In over 11 years of personal training, it never fails that when I tell someone what I do for work, they begin to tell me all of the things they are not doing, need to do, plan to do, or used to do when it comes to exercise and eating habits. We all feel like we are not doing enough at some point, but many of us are doing the best we can. We’re all trying to balance our physical and mental health, careers, and relationships, all while trying to filter out negative and unattainable societal pressures. It’s hard; sometimes it feels impossible.
Can I be honest with you?
My path to becoming a personal trainer did not originate from a place of “passion for health and wellness” or a desire to help “change other’s lives”. I wasn’t well, and I wanted to be in a field that helped fuel my eating disorder (ED).
When I started college in 2004, I was sick. I was in therapy and doing the bare minimum to get the help I desperately needed. I wasn’t ready to get better, but I promised my parents I would try. Little did I know, the nutrition class I signed up for would actually save me. I signed up for this class because I thought (naïvely) that it would help me justify my eating and exercise behaviors. I would finally have proof that the lifestyle I was living was healthy and sustainable.
In the first few classes, though, I quickly realized that I wasn’t well, and that that lifestyle wasn’t sustainable. I realized that there could be significant, life-altering consequences – greater than what I had already experienced.
This was the first time in the year or so of the most severe part of my ED that a light bulb went off, and I realized I needed to get serious about getting better. Over a period of 5 years, I ebbed and flowed mentally and physically, making some progress always, but having setbacks as well. But those seeds that were planted in that nutrition class, paired with therapy, never left me. I had an opportunity to keep inching myself out of this darkness.
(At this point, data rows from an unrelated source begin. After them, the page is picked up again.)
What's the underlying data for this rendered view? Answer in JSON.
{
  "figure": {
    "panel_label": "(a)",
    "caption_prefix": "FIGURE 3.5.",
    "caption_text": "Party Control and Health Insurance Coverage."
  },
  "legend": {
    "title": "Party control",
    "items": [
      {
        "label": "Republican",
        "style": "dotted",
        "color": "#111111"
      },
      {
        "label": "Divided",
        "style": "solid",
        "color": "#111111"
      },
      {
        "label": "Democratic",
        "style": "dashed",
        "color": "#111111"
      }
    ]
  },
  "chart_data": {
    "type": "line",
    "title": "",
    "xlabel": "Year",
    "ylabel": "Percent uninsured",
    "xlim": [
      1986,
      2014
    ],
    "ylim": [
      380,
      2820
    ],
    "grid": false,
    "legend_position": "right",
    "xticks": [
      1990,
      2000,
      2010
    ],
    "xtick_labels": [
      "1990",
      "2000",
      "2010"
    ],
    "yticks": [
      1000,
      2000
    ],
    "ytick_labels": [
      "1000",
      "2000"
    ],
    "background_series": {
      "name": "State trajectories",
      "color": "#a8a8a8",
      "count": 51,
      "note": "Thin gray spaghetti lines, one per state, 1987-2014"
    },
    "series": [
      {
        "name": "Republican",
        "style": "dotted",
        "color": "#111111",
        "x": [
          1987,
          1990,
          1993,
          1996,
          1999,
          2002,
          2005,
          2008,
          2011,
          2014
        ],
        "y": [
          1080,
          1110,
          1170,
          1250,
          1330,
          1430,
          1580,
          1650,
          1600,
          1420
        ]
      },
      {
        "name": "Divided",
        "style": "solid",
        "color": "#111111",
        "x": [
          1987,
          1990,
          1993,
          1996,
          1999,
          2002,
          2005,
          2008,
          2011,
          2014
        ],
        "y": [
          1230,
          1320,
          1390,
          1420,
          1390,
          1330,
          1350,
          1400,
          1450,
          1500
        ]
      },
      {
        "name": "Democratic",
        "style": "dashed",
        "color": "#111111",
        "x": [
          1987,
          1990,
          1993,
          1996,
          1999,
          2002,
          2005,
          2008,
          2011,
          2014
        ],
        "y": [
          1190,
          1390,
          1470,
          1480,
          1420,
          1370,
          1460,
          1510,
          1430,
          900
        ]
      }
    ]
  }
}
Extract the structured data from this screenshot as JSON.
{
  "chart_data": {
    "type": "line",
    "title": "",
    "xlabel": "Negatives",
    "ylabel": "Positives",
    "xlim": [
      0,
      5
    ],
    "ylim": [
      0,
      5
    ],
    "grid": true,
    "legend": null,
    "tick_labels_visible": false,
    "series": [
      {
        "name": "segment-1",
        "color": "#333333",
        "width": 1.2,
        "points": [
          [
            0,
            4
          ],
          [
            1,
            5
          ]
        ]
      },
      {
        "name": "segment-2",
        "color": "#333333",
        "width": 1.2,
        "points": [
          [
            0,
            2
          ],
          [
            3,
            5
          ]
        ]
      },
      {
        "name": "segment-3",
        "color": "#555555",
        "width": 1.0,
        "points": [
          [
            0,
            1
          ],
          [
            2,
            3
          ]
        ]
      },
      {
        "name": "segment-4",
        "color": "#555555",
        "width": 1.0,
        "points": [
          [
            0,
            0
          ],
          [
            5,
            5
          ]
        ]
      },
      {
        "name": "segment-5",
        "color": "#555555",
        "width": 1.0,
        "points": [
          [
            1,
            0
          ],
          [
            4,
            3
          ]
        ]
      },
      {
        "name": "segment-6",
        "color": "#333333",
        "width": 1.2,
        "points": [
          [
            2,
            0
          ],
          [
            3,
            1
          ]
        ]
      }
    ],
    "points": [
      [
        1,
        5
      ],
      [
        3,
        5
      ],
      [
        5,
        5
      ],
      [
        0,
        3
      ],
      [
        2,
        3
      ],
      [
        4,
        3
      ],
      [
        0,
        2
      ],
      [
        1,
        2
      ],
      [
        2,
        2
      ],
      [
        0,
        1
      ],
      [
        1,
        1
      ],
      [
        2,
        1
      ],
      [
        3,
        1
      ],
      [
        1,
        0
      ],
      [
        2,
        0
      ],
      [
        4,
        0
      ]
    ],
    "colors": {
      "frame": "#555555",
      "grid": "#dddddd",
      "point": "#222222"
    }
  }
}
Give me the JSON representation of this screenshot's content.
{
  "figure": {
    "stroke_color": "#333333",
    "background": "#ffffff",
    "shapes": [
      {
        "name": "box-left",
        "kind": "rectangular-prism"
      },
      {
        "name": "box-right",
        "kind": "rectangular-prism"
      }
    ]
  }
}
I’ve always been very open about my past with an ED, but it’s always a surprise to people if it comes up and I tell them. “How could you go through that, you’re the healthiest person I know.” No. You cannot tell someone’s health, mental or physical, by looking at them or even by what they tell you. We must not judge our own health and wellness against what we perceive others’ health and wellness to be.
As a cPT, my job is to support, encourage, teach and guide my clients, judgment free. I can say that when I sat for my cPT exam I would (and still do), describe myself as passionate about individualized health and wellness, and I aim to work alongside my clients to help guide them down a path of sustainable and adaptable physical activity and exercise.
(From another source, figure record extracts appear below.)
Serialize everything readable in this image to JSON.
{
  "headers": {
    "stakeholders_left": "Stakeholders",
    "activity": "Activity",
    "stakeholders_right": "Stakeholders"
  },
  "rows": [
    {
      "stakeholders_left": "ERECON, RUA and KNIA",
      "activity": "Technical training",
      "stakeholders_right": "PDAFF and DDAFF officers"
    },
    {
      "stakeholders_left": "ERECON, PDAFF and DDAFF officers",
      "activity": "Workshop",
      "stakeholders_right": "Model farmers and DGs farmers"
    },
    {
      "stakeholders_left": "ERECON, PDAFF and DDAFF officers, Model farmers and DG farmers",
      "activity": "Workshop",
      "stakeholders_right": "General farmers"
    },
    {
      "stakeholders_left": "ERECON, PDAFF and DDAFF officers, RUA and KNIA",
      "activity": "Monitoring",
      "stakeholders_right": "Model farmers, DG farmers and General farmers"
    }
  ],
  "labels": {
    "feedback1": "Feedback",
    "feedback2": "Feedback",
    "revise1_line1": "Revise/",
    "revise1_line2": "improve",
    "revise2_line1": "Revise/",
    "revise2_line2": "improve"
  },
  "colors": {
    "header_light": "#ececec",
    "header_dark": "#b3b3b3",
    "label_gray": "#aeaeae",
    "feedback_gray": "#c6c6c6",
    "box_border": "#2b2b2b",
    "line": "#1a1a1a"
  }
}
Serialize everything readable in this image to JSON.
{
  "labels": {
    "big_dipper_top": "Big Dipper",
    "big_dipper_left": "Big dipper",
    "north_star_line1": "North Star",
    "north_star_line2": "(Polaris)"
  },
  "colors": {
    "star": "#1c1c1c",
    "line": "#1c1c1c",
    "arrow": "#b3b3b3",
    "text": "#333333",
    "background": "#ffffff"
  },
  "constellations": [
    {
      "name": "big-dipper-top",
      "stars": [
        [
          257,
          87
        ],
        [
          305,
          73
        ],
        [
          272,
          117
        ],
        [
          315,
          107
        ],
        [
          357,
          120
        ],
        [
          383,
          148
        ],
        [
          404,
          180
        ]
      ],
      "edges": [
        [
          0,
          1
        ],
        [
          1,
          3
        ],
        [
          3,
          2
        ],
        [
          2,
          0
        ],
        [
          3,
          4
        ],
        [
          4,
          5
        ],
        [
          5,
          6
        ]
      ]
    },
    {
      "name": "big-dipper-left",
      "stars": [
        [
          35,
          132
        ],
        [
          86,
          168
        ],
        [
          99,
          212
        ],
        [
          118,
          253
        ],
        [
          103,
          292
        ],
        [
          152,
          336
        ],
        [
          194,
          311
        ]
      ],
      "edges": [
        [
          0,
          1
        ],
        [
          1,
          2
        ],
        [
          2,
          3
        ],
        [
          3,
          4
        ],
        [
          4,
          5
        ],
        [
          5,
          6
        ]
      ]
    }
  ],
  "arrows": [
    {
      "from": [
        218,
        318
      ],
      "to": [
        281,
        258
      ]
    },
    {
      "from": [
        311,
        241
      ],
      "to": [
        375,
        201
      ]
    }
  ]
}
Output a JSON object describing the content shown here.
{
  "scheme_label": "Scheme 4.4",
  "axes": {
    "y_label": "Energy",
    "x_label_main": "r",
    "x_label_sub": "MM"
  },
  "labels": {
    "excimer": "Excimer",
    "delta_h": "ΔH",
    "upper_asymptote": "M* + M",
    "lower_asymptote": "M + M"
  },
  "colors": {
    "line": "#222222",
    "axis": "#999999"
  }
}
I’m always willing to talk exercise and physical activity with people I first meet, acquaintances, or my closest friends and family. And I understand the urge to bring up one’s personal level of activity or diet. However, know that we all have insecurities and feelings of inadequacy when it comes to health and wellness! Because I am a cPT, does not mean you should feel any guilt or shame; there’s never any obligation to share your level of activity with me or anyone else in the health and wellness field – unless you choose to.